== Data for analysis ==
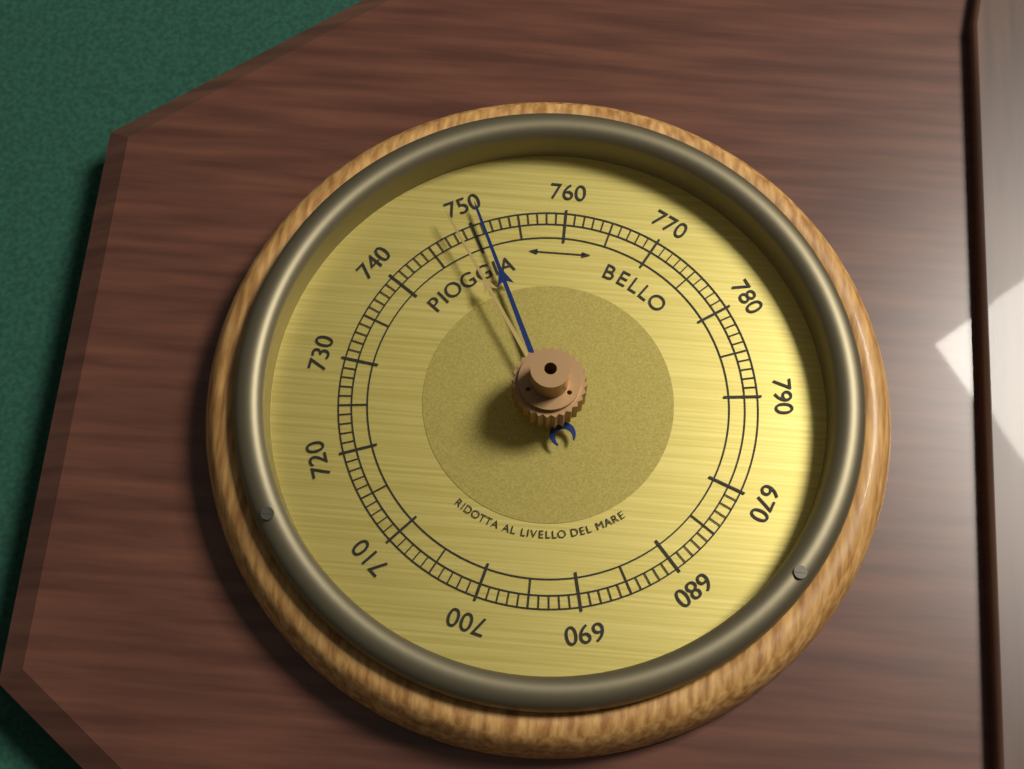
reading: 751 (no unit)
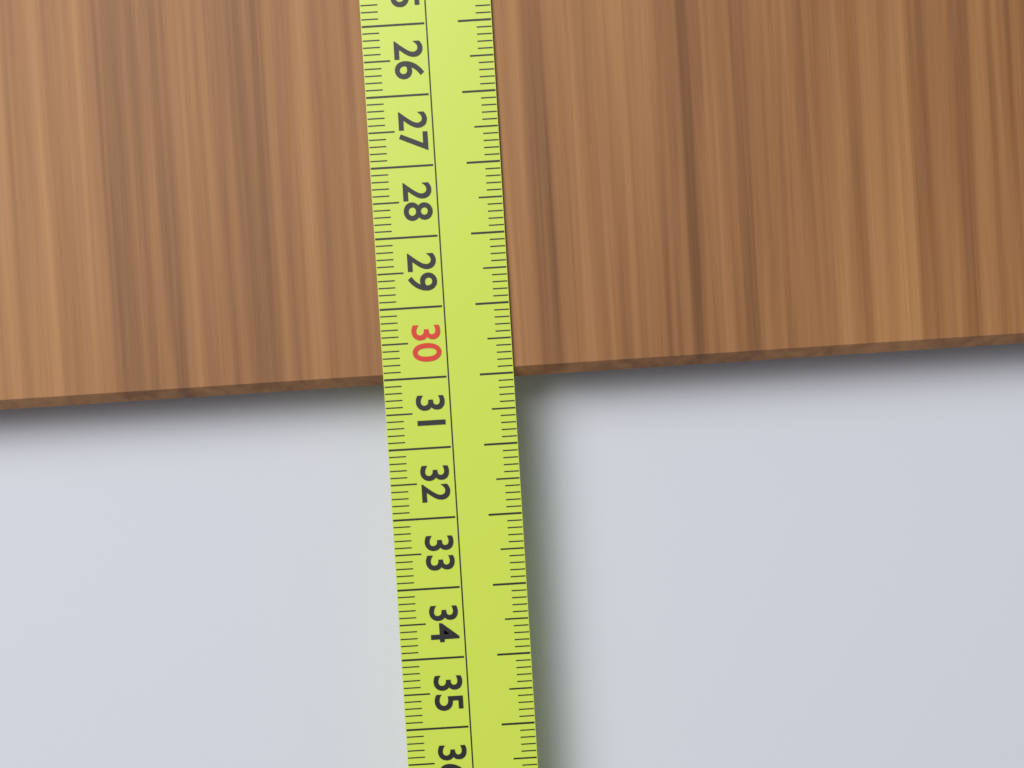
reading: 30.1 cm
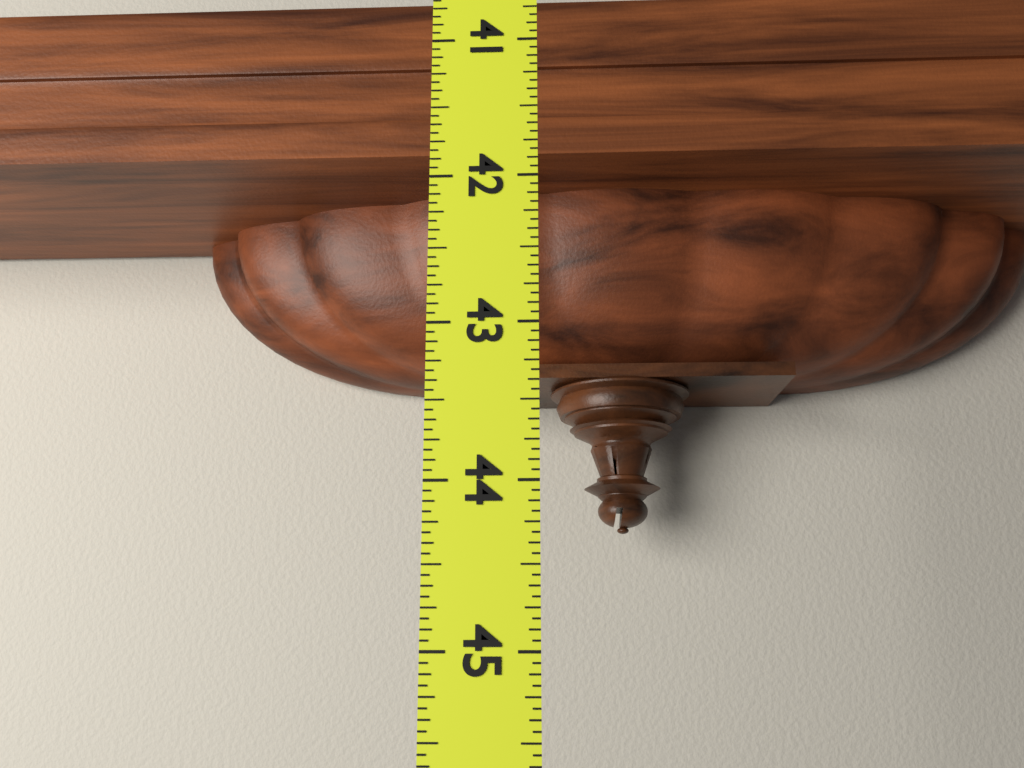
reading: 43.3125 (no unit)
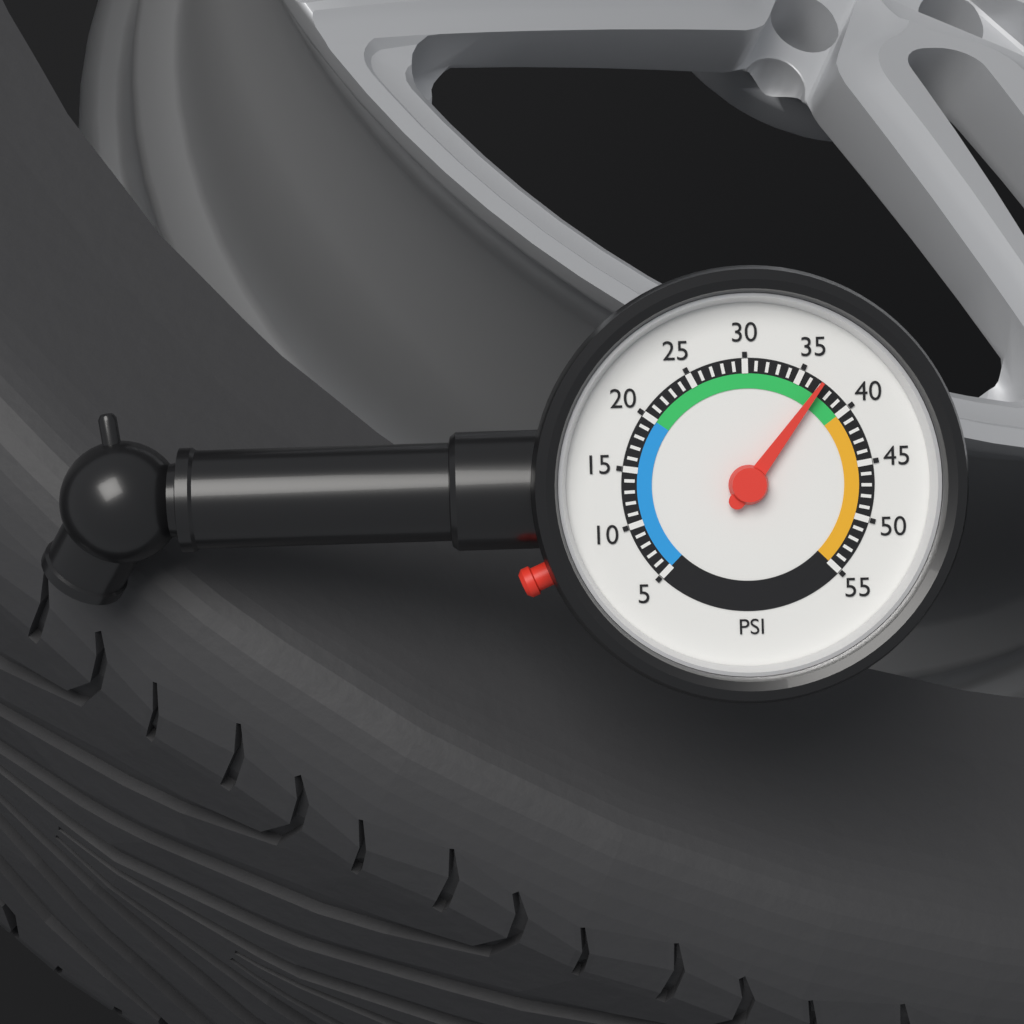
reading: 37 psi
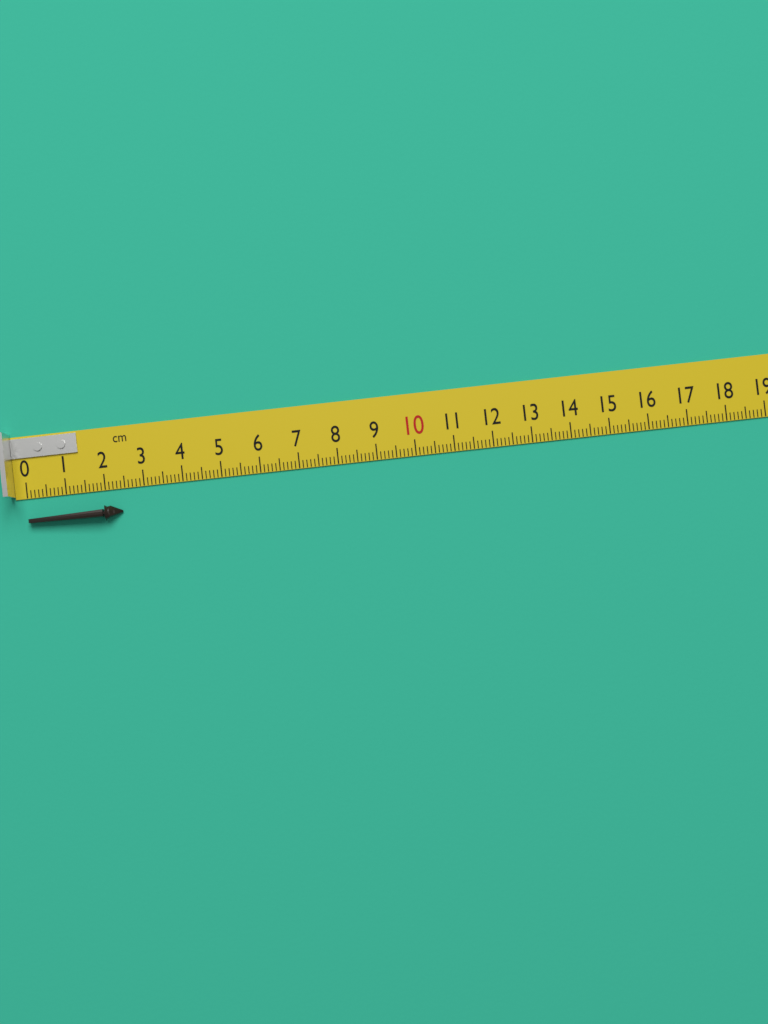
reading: 2.4 cm
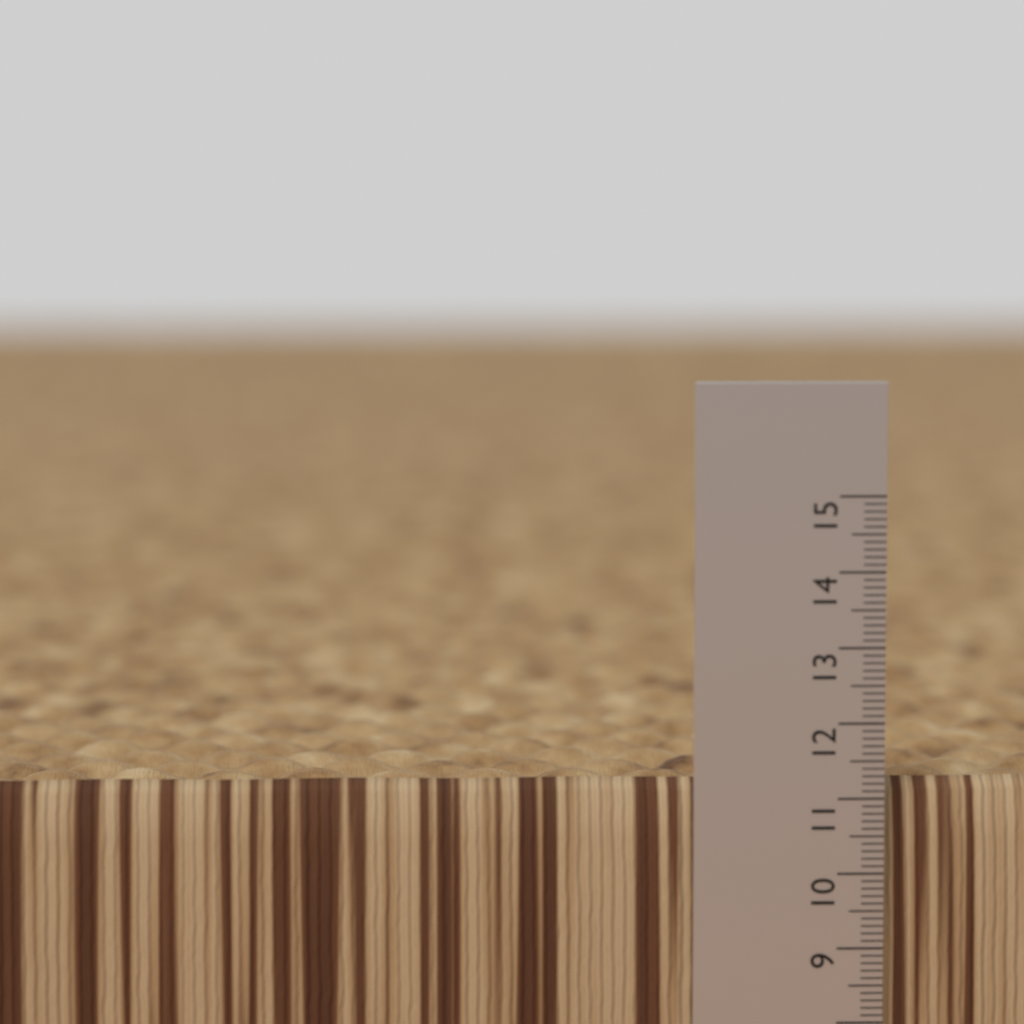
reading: 11.2 (no unit)
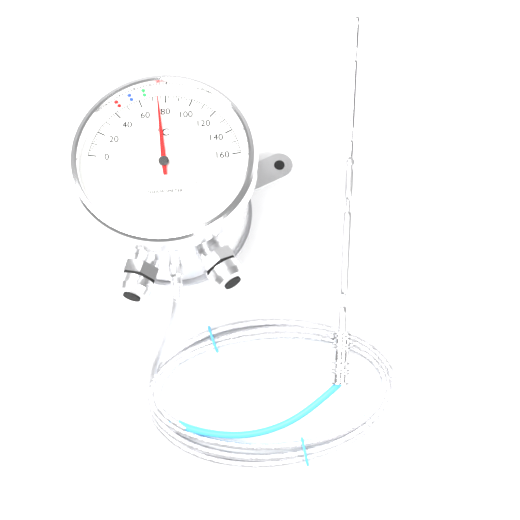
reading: 74 °C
===
■ **Task objective**
Copy exactly, and copy nothing else: the lines from the one containing "reading: 30.1 cm" through the end of the data, both ends included, with pictures left out.

■ **Final answer**
reading: 30.1 cm
reading: 43.3125 (no unit)
reading: 37 psi
reading: 2.4 cm
reading: 11.2 (no unit)
reading: 74 °C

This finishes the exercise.